Last month, a family from northern Israel was visiting the museum when their youngest son tipped over the jar, which smashed into pieces.

Alex Geller, the boy’s father, said his son — the youngest of three — is exceptionally curious, and that the moment he heard the crash, “please let that not be my child” was the first thought that raced through his head.

The jar has been on display at the Hecht Museum in Haifa for 35 years. It was one of the only containers of its size and from that period still complete when it was discovered.

The Bronze Age jar is one of many artifacts exhibited out in the open, part of the Hecht Museum’s vision of letting visitors explore history without glass barriers, said Inbal Rivlin, the director of the museum, which is associated with Haifa University in northern Israel.

It was likely used to hold wine or oil, and dates back to between 2200 and 1500 B.C.

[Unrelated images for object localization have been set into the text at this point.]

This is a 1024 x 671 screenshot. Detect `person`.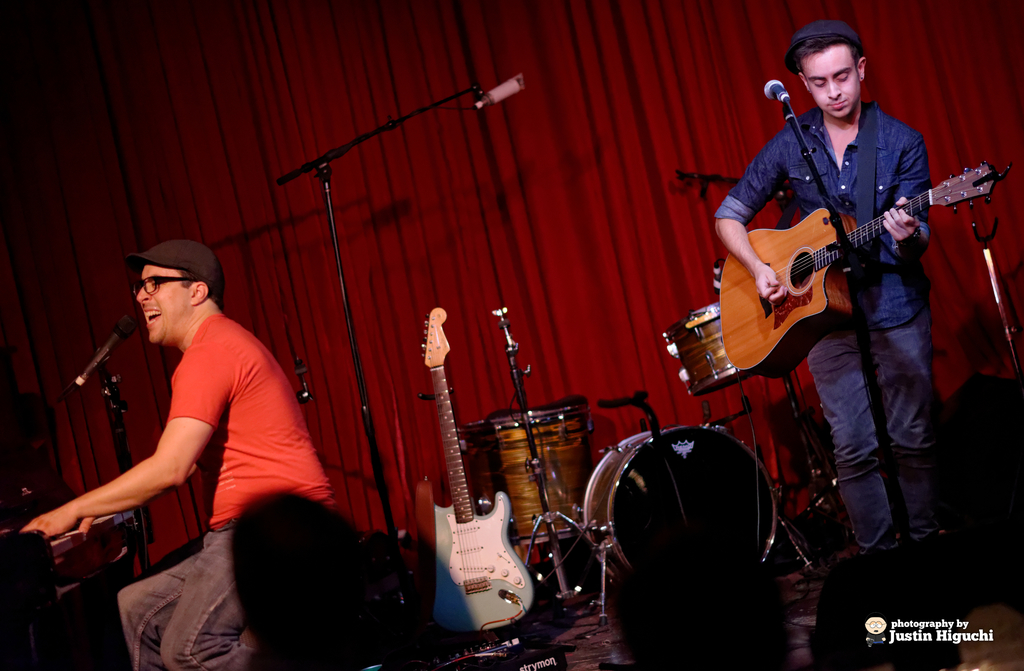
607 531 794 670.
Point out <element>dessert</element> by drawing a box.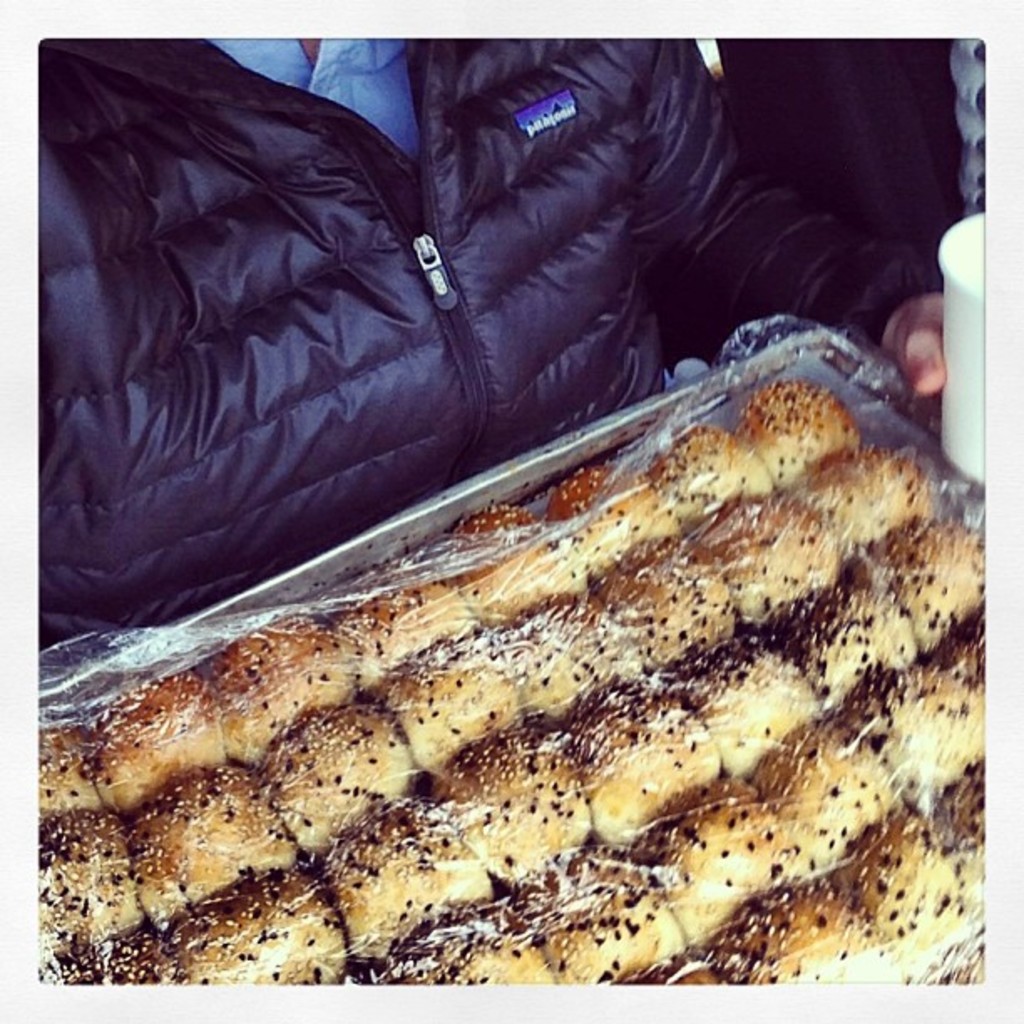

Rivlin and the museum decided to turn the moment, which captured international attention, into a teaching moment, inviting the Geller family back for a special visit and hands-on activity to illustrate the restoration process.

Rivlin added that the incident provided a welcome distraction from the ongoing war in Gaza. “Well, he’s just a kid. So I think that somehow it touches the heart of the people in Israel and around the world,“ said Rivlin.

Roee Shafir, a restoration expert at the museum, said the repairs would be fairly simple, as the pieces were from a single, complete jar. Archaeologists often face the more daunting task of sifting through piles of shards from multiple objects and trying to piece them together.

Experts used 3D technology, hi-resolution videos, and special glue to painstakingly reconstruct the large jar.

Less than two weeks after it broke, the jar went back on display at the museum. The gluing process left small hairline cracks, and a few pieces are missing, but the jar’s impressive size remains.

The only noticeable difference in the exhibit was a new sign reading “please don’t touch.”